You also now know that there are no specific "pain nerves."
All body sensations - things like touch, taste, temperature changes, location of our body in space, our relationship to gravity, and yes, pain - are all relayed through the same peripheral nervous system network.
Here is how these pieces of puzzle fit together:
Imagine that peripheral nervous system has a certain broadband width.
While over simplistic, this image helps us gain understanding without getting too deep into sleep-inducing sciency details.
If broadcasting pain messages takes up 3/4 of that width, there's very little room left to carry any other information.
Brain relies on peripheral nervous system to locate and orient the body and its parts, and move the body through space. When peripheral nervous system is busy broadcasting pain, our ability to sense the body and control our movements diminishes. In other words, the more pain we have, the less coordinated our movements are, and the more prone to injury we will be.
Uncoordinated movement (and injuries) give rise to multiple compensation patterns that change the state of our connective tissue. Tight connective tissue further reduces the quality of communication between the brain and the body, and so we find ourselves stuck in the vicious cycle of pain, poor movement and injury.
The simple biological fact is this: there is a mutually inhibiting relationship between pain and proprioception (the felt sense of body in space).
Pain diminishes our ability to propriocept.
Converse is also true: increasing body awareness reduces pain.
The bad news is that no amount of soft tissue work - whether it comes from a massage therapist, physiotherapist, or self ball-rolling - can create a lasting change.
The good news is that training your nervous system to sense the position, location, orientation and movement of your body in space - coupled with a soft-tissue treatment approach - can gradually reorganize your nervous system to broadcast less and less pain, and more and more body awareness.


What the task asks.
Identify all lines of the data containing the string "number" and copy them.

Supplied data.
● ● ● ●

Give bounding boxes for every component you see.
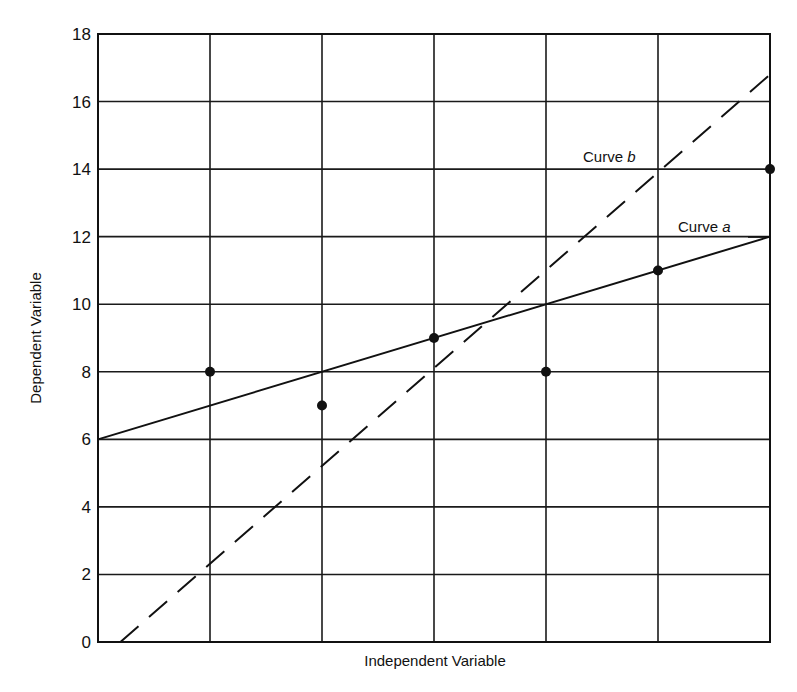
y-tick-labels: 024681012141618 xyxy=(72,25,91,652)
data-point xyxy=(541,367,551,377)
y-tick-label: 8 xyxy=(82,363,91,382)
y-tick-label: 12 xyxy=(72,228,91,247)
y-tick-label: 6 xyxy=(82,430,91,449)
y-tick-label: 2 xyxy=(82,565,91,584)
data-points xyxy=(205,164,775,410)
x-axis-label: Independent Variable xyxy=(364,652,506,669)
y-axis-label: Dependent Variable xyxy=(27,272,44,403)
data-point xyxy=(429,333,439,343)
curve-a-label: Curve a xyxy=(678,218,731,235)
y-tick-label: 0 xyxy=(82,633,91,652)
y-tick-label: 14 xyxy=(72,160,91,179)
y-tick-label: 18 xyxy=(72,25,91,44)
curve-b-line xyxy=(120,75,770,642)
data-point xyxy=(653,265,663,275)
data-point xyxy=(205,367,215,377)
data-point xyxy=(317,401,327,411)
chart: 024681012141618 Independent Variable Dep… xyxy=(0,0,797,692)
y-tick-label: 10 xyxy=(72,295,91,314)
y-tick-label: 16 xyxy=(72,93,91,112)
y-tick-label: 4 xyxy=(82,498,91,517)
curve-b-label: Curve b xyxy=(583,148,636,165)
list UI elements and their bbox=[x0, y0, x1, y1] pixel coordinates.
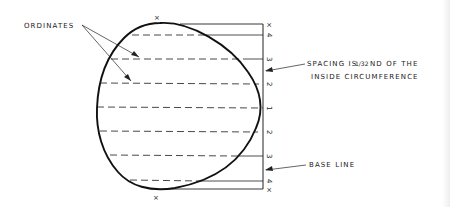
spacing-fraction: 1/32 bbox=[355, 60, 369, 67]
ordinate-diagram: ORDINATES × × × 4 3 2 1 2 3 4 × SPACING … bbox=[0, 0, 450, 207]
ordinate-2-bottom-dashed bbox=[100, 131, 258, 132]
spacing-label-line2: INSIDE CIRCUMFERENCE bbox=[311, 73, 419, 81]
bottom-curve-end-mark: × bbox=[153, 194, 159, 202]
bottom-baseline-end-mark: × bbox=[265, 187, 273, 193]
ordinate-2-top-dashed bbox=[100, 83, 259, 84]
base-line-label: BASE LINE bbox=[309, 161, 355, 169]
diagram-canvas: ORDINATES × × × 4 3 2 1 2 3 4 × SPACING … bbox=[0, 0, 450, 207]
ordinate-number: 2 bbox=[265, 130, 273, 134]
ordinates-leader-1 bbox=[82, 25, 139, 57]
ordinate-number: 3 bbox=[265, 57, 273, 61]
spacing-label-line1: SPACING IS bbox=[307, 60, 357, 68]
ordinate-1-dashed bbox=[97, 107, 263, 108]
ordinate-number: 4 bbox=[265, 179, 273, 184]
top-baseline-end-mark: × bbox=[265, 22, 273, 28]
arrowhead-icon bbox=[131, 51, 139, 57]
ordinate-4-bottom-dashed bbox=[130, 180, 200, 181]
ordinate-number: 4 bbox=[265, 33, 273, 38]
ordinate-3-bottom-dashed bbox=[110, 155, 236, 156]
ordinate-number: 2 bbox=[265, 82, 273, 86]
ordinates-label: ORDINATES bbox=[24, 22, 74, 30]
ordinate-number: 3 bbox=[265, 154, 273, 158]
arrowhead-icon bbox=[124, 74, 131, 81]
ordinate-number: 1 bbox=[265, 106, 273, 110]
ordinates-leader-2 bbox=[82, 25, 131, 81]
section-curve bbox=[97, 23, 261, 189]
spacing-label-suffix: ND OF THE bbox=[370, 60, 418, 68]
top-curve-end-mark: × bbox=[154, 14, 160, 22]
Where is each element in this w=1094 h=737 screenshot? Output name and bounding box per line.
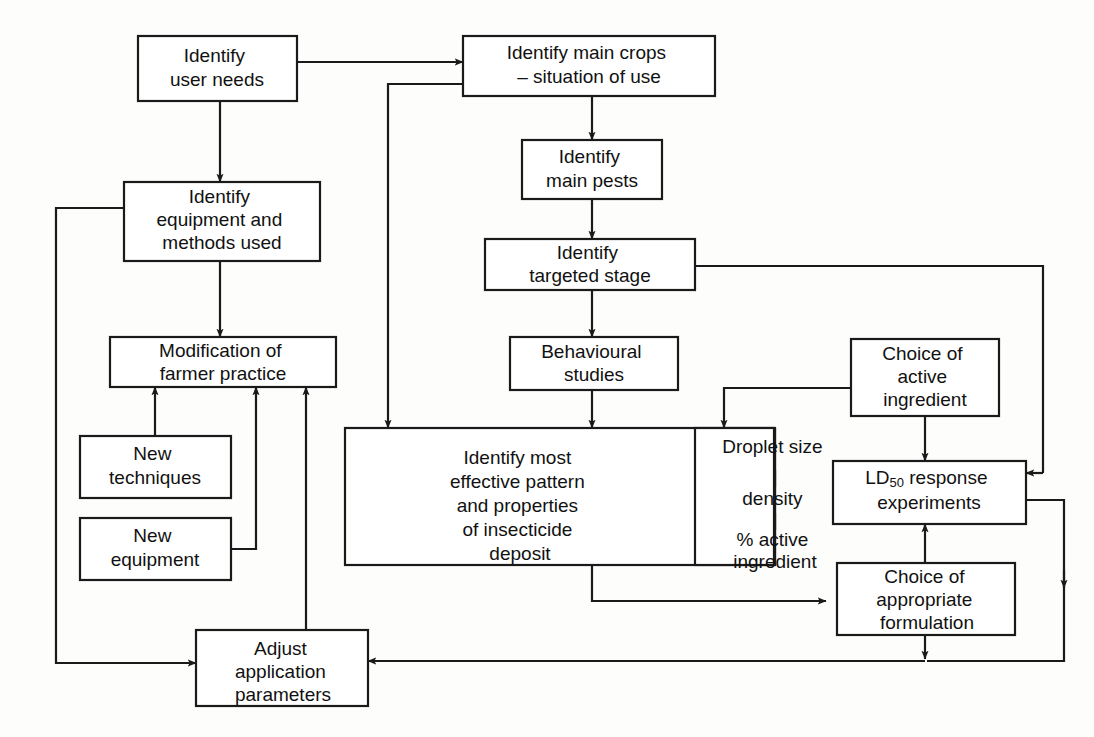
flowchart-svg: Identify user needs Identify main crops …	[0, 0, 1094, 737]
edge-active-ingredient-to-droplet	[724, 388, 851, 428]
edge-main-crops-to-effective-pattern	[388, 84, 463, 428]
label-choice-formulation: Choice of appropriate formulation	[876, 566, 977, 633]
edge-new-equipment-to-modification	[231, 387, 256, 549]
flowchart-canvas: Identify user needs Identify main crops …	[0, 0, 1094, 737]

● ● ● ●

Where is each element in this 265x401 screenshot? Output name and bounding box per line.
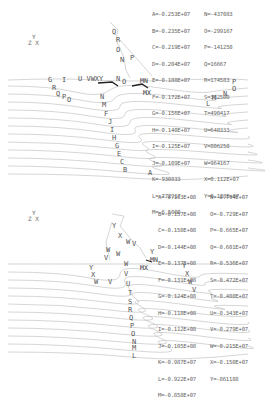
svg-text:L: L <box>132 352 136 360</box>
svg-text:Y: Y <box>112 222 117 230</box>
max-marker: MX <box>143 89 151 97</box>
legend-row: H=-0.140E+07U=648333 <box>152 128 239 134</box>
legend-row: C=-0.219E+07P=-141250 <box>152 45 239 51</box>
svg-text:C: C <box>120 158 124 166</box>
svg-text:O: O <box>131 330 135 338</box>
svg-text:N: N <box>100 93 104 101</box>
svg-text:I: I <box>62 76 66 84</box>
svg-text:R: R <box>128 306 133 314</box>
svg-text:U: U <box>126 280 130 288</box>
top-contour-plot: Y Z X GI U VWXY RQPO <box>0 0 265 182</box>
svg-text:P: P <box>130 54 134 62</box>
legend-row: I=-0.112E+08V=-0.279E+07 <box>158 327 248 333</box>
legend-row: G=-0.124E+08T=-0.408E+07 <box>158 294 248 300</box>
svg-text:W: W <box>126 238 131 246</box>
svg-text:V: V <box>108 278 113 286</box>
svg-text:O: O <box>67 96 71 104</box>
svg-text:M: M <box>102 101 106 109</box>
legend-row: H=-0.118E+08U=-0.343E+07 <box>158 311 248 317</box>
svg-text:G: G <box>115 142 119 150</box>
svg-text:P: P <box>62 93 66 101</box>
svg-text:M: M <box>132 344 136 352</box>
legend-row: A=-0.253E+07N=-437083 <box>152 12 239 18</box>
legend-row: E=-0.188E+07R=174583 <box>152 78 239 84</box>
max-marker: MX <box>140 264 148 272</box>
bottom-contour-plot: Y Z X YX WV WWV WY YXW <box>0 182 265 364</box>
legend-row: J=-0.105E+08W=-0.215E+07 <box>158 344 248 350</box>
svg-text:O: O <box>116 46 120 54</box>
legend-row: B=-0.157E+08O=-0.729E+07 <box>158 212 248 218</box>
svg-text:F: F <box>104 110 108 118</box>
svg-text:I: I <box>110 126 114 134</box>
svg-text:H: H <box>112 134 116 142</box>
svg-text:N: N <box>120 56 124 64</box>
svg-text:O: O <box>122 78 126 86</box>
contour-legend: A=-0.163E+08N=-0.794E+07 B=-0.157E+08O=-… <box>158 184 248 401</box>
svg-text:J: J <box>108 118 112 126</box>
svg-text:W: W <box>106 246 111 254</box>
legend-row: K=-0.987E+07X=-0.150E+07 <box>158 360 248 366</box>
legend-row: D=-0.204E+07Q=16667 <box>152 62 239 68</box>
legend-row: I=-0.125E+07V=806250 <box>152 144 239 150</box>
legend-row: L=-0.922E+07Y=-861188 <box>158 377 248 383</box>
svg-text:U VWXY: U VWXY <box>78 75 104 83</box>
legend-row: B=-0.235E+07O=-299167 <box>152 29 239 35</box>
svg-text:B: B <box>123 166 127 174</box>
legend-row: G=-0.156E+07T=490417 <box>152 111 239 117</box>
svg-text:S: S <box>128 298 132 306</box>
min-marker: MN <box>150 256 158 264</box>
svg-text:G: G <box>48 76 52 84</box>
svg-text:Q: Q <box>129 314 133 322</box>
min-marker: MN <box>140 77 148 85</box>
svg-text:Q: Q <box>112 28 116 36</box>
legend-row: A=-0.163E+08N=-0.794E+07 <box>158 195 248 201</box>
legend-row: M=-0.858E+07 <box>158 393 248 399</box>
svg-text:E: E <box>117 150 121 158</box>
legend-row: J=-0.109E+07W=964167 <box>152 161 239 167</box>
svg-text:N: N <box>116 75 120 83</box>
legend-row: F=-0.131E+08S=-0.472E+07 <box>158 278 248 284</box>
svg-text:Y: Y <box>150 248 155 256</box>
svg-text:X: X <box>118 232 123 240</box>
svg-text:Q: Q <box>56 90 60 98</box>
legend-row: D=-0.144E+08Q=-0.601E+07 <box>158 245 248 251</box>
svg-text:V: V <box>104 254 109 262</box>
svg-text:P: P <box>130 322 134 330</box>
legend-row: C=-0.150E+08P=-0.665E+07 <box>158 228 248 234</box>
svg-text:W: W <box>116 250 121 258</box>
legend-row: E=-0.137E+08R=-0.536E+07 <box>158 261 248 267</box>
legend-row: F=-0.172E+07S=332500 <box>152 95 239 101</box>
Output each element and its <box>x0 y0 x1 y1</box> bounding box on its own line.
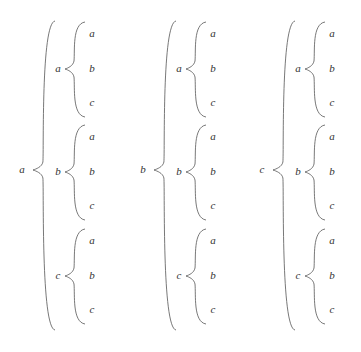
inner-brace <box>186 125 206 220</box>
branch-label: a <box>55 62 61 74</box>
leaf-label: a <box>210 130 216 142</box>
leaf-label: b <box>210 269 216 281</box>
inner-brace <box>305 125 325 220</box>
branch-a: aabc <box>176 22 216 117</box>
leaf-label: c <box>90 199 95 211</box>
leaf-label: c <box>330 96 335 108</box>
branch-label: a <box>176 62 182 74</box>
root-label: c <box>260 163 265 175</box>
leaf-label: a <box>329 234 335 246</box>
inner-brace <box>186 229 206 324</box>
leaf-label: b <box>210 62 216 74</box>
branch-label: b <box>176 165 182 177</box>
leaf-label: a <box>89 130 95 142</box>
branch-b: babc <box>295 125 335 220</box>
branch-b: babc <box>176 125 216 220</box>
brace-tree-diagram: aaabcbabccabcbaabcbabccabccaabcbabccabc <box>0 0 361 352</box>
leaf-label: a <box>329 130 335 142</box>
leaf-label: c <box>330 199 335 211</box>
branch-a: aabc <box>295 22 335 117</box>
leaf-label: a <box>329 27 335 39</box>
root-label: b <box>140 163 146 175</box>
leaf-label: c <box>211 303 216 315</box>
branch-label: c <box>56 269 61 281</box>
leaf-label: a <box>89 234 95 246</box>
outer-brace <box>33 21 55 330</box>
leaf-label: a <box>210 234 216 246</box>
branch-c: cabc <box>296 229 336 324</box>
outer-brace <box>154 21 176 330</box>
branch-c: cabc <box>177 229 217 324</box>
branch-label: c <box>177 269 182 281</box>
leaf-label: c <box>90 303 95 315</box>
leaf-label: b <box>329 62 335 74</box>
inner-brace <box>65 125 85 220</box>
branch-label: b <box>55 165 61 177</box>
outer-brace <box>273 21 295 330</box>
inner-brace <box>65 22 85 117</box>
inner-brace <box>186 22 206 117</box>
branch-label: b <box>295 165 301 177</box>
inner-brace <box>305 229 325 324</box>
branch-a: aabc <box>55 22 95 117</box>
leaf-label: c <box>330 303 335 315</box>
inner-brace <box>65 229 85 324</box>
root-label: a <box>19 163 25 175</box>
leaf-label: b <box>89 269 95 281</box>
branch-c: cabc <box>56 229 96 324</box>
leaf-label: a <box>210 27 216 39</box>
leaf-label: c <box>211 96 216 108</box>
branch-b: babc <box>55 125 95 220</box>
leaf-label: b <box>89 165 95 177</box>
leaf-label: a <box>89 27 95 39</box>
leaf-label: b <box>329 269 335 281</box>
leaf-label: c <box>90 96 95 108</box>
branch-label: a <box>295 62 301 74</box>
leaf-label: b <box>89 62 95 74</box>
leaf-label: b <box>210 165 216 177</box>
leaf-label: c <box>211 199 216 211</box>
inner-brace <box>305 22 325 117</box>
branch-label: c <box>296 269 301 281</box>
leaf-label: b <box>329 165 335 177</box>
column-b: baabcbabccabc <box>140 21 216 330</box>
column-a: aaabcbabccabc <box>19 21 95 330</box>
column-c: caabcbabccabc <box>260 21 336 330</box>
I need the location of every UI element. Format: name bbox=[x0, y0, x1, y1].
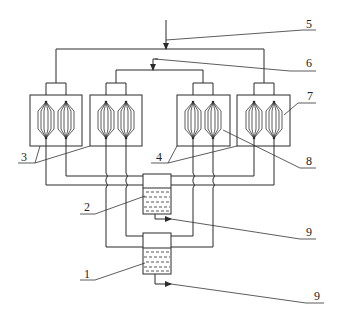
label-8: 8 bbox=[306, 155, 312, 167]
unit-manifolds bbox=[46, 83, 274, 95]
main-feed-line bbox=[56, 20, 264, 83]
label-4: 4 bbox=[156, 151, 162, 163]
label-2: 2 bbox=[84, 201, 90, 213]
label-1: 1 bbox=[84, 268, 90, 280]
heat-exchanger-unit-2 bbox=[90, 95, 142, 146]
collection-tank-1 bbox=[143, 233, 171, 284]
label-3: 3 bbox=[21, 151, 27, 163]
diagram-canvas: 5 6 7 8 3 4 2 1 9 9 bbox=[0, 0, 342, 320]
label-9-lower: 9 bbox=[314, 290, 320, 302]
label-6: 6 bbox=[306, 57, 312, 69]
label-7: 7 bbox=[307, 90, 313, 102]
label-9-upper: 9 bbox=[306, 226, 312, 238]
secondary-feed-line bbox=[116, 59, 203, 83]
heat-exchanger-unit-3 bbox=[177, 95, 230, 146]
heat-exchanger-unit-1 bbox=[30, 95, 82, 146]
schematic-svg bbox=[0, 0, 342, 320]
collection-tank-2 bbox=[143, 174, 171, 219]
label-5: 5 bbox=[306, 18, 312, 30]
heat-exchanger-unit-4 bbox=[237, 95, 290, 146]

● ● ● ●

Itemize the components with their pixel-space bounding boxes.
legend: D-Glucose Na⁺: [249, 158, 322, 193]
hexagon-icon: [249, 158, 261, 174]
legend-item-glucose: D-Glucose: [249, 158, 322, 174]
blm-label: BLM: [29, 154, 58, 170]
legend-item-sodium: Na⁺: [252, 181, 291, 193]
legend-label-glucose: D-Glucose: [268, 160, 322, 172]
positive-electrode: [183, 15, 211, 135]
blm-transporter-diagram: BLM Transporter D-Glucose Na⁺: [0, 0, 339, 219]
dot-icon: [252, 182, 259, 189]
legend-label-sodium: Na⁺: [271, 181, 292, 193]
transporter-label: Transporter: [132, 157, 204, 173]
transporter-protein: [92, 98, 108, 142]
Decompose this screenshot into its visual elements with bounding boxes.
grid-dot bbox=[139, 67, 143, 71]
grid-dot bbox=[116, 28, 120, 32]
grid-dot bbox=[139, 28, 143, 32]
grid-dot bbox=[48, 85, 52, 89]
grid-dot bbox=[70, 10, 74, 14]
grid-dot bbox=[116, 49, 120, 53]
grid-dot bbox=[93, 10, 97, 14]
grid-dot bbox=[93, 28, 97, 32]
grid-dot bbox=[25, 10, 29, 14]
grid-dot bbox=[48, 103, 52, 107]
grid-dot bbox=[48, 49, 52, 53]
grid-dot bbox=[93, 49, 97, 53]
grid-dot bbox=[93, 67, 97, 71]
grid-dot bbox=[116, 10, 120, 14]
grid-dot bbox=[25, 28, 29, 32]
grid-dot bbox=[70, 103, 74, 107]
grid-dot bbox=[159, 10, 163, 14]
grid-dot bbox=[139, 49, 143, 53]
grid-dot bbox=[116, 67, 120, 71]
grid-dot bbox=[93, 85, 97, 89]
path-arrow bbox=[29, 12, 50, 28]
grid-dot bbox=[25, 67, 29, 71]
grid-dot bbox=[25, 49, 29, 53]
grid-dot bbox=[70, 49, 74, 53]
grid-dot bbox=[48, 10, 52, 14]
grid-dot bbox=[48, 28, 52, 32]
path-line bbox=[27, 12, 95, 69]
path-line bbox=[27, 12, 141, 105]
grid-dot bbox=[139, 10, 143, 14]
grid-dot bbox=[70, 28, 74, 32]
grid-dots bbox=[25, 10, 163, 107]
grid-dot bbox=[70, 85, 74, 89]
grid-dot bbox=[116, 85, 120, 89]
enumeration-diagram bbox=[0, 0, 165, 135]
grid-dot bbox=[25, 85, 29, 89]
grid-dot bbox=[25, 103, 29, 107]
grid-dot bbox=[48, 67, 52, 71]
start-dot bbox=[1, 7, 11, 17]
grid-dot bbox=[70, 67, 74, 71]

● ● ● ●

Answer to the problem.
ordinate-number: 2 bbox=[265, 130, 273, 134]
ordinate-number: 3 bbox=[265, 57, 273, 61]
ordinate-number: 4 bbox=[265, 179, 273, 184]
ordinate-number: 4 bbox=[265, 33, 273, 38]
ordinate-number: 2 bbox=[265, 82, 273, 86]
ordinate-number: 3 bbox=[265, 154, 273, 158]
ordinate-number: 1 bbox=[265, 106, 273, 110]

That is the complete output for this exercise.